Just as well. Apollonia is getting tired of speaking around things. She is deterred only for a moment by the appearance of the small butterfly. Something strikes her as familiar about it, as well, in a way that slides off her mind in the face of something of far greater importance. (It's something that seems important to not-Mercymorn. Apollonia does not wish to destroy it. Not yet.)
"There is love in me the likes of which He has never seen," she says, the words committed to memory. She has scarce few that she can rely on, and this, these quotations that she's taken as holy in the same way as she has every piece of scripture from what the world used to be, is one of her anchors. "There is rage in me the likes of which should never escape. If I am not satisfied in the one, I will indulge the other."
This is a vague answer, another implicit threat, but it has always brought clarity to the red-eyed storm within her for as long as it has taken her to speak the words, and often for several minutes afterward, as well. Her eyes focus on the woman in front of her again like pulling herself from a minor fugue. She can feel, now, the heartbeat before her. She can feel far too much of it—not-Joy's atria expanding and contracting, her lungs filling. If she focuses, she swears she can feel electricity running through this woman's nerve cells. (But that had always been Mercymorn's specialty, and Apollonia had never once been able to come close to imitating it.) What's more important is that she can feel the core energies of the universe flowing in an unusual way. She narrows her eyes.
"I've told you a lot about our God," she says. "What is the last thing you remember of him?"
no subject
"There is love in me the likes of which He has never seen," she says, the words committed to memory. She has scarce few that she can rely on, and this, these quotations that she's taken as holy in the same way as she has every piece of scripture from what the world used to be, is one of her anchors. "There is rage in me the likes of which should never escape. If I am not satisfied in the one, I will indulge the other."
This is a vague answer, another implicit threat, but it has always brought clarity to the red-eyed storm within her for as long as it has taken her to speak the words, and often for several minutes afterward, as well. Her eyes focus on the woman in front of her again like pulling herself from a minor fugue. She can feel, now, the heartbeat before her. She can feel far too much of it—not-Joy's atria expanding and contracting, her lungs filling. If she focuses, she swears she can feel electricity running through this woman's nerve cells. (But that had always been Mercymorn's specialty, and Apollonia had never once been able to come close to imitating it.) What's more important is that she can feel the core energies of the universe flowing in an unusual way. She narrows her eyes.
"I've told you a lot about our God," she says. "What is the last thing you remember of him?"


▶ _WORK TO COMPLETE_
Copy every record below exactly, leaving out any pictures.

== Segment start ==

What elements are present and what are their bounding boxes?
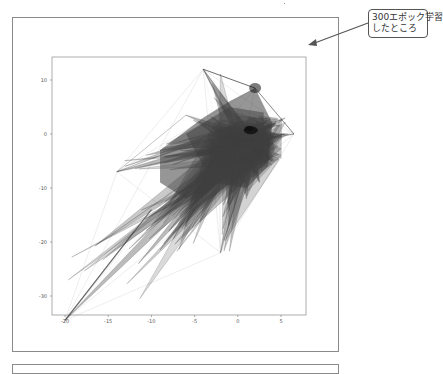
x-tick-label: -10 <box>147 318 155 324</box>
annotation-callout: 300エポック学習 したところ <box>368 9 428 38</box>
x-axis: -20-15-10-505 <box>61 315 283 324</box>
y-tick-label: -20 <box>39 239 47 245</box>
y-tick-label: 10 <box>41 77 47 83</box>
y-tick-label: 0 <box>44 131 47 137</box>
callout-arrow <box>308 23 368 46</box>
x-tick-label: -20 <box>61 318 69 324</box>
annotation-line-1: 300エポック学習 <box>372 12 424 23</box>
annotation-line-2: したところ <box>372 23 424 34</box>
x-tick-label: -5 <box>192 318 197 324</box>
y-tick-label: -30 <box>39 293 47 299</box>
y-axis: 100-10-20-30 <box>39 77 52 299</box>
x-tick-label: -15 <box>104 318 112 324</box>
x-tick-label: 5 <box>279 318 282 324</box>
y-tick-label: -10 <box>39 185 47 191</box>
x-tick-label: 0 <box>236 318 239 324</box>
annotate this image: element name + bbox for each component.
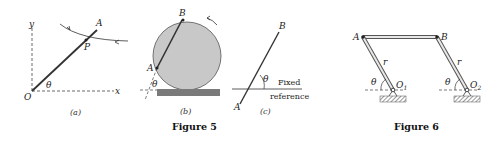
angle-arc-left xyxy=(381,79,386,90)
label-A: A xyxy=(352,32,360,42)
figure-canvas: y x O A P θ (a) B A θ (b) B A θ Fixed re… xyxy=(0,0,499,142)
ground xyxy=(157,89,220,96)
point-A-marker xyxy=(156,67,159,70)
caption-b: (b) xyxy=(180,107,191,116)
label-theta: θ xyxy=(263,74,269,84)
label-fixed: Fixed xyxy=(278,78,300,87)
joint-A xyxy=(361,35,365,39)
label-B: B xyxy=(440,32,448,42)
point-B-marker xyxy=(182,19,185,22)
label-x: x xyxy=(115,86,120,96)
figure5-panel-b: B A θ (b) xyxy=(140,8,221,116)
label-theta: θ xyxy=(46,80,52,90)
right-crank xyxy=(437,37,467,90)
figure6-caption: Figure 6 xyxy=(394,121,439,132)
label-B: B xyxy=(178,8,186,18)
pivot-O1-pin xyxy=(391,88,395,92)
label-O2: O2 xyxy=(470,80,481,91)
joint-B xyxy=(435,35,439,39)
caption-a: (a) xyxy=(70,108,81,117)
label-O: O xyxy=(24,92,32,102)
label-theta-left: θ xyxy=(371,77,377,87)
ground-O2 xyxy=(454,96,480,102)
label-A: A xyxy=(95,18,103,28)
left-crank xyxy=(363,37,393,90)
label-y: y xyxy=(28,19,35,29)
ground-O1 xyxy=(380,96,406,102)
figure6-four-bar-linkage: A B r r θ θ O1 O2 xyxy=(352,32,481,102)
caption-c: (c) xyxy=(260,107,271,116)
label-r-left: r xyxy=(383,57,388,67)
label-P: P xyxy=(83,42,91,52)
figure5-caption: Figure 5 xyxy=(172,121,217,132)
angle-arc-right xyxy=(455,79,460,90)
rod-OA xyxy=(32,30,97,91)
label-A: A xyxy=(146,63,154,73)
rotation-arrow-head xyxy=(207,16,210,20)
label-theta-right: θ xyxy=(445,77,451,87)
label-B: B xyxy=(278,21,286,31)
label-A: A xyxy=(233,102,241,112)
figure5-panel-c: B A θ Fixed reference (c) xyxy=(232,21,309,116)
label-r-right: r xyxy=(457,57,462,67)
figure5-panel-a: y x O A P θ (a) xyxy=(24,18,128,117)
label-O1: O1 xyxy=(396,80,407,91)
label-theta: θ xyxy=(152,79,158,89)
label-reference: reference xyxy=(270,92,309,101)
pivot-O2-pin xyxy=(465,88,469,92)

== Segment end ==

▶ _RESULT OF THE EXERCISE_
What elements are present and what are their bounding boxes?
x-tick-label: -10 <box>147 318 155 324</box>
annotation-callout: 300エポック学習 したところ <box>368 9 428 38</box>
x-axis: -20-15-10-505 <box>61 315 283 324</box>
y-tick-label: -20 <box>39 239 47 245</box>
y-tick-label: 10 <box>41 77 47 83</box>
y-tick-label: 0 <box>44 131 47 137</box>
callout-arrow <box>308 23 368 46</box>
x-tick-label: -20 <box>61 318 69 324</box>
annotation-line-1: 300エポック学習 <box>372 12 424 23</box>
annotation-line-2: したところ <box>372 23 424 34</box>
x-tick-label: -5 <box>192 318 197 324</box>
y-tick-label: -30 <box>39 293 47 299</box>
y-axis: 100-10-20-30 <box>39 77 52 299</box>
x-tick-label: -15 <box>104 318 112 324</box>
x-tick-label: 5 <box>279 318 282 324</box>
y-tick-label: -10 <box>39 185 47 191</box>
x-tick-label: 0 <box>236 318 239 324</box>
annotate this image: element name + bbox for each component.
angle-arc-left xyxy=(381,79,386,90)
label-A: A xyxy=(352,32,360,42)
figure-canvas: y x O A P θ (a) B A θ (b) B A θ Fixed re… xyxy=(0,0,499,142)
ground xyxy=(157,89,220,96)
point-A-marker xyxy=(156,67,159,70)
caption-b: (b) xyxy=(180,107,191,116)
label-theta: θ xyxy=(263,74,269,84)
label-fixed: Fixed xyxy=(278,78,300,87)
joint-A xyxy=(361,35,365,39)
label-B: B xyxy=(440,32,448,42)
point-B-marker xyxy=(182,19,185,22)
label-x: x xyxy=(115,86,120,96)
figure5-panel-b: B A θ (b) xyxy=(140,8,221,116)
label-theta: θ xyxy=(46,80,52,90)
right-crank xyxy=(437,37,467,90)
figure6-caption: Figure 6 xyxy=(394,121,439,132)
label-B: B xyxy=(178,8,186,18)
pivot-O1-pin xyxy=(391,88,395,92)
label-O2: O2 xyxy=(470,80,481,91)
joint-B xyxy=(435,35,439,39)
caption-a: (a) xyxy=(70,108,81,117)
label-O: O xyxy=(24,92,32,102)
label-theta-left: θ xyxy=(371,77,377,87)
ground-O2 xyxy=(454,96,480,102)
label-A: A xyxy=(95,18,103,28)
left-crank xyxy=(363,37,393,90)
label-y: y xyxy=(28,19,35,29)
ground-O1 xyxy=(380,96,406,102)
figure6-four-bar-linkage: A B r r θ θ O1 O2 xyxy=(352,32,481,102)
caption-c: (c) xyxy=(260,107,271,116)
label-r-left: r xyxy=(383,57,388,67)
label-P: P xyxy=(83,42,91,52)
figure5-caption: Figure 5 xyxy=(172,121,217,132)
angle-arc-right xyxy=(455,79,460,90)
rod-OA xyxy=(32,30,97,91)
label-A: A xyxy=(146,63,154,73)
rotation-arrow-head xyxy=(207,16,210,20)
label-theta-right: θ xyxy=(445,77,451,87)
label-B: B xyxy=(278,21,286,31)
label-A: A xyxy=(233,102,241,112)
figure5-panel-c: B A θ Fixed reference (c) xyxy=(232,21,309,116)
label-r-right: r xyxy=(457,57,462,67)
figure5-panel-a: y x O A P θ (a) xyxy=(24,18,128,117)
label-O1: O1 xyxy=(396,80,407,91)
label-theta: θ xyxy=(152,79,158,89)
label-reference: reference xyxy=(270,92,309,101)
pivot-O2-pin xyxy=(465,88,469,92)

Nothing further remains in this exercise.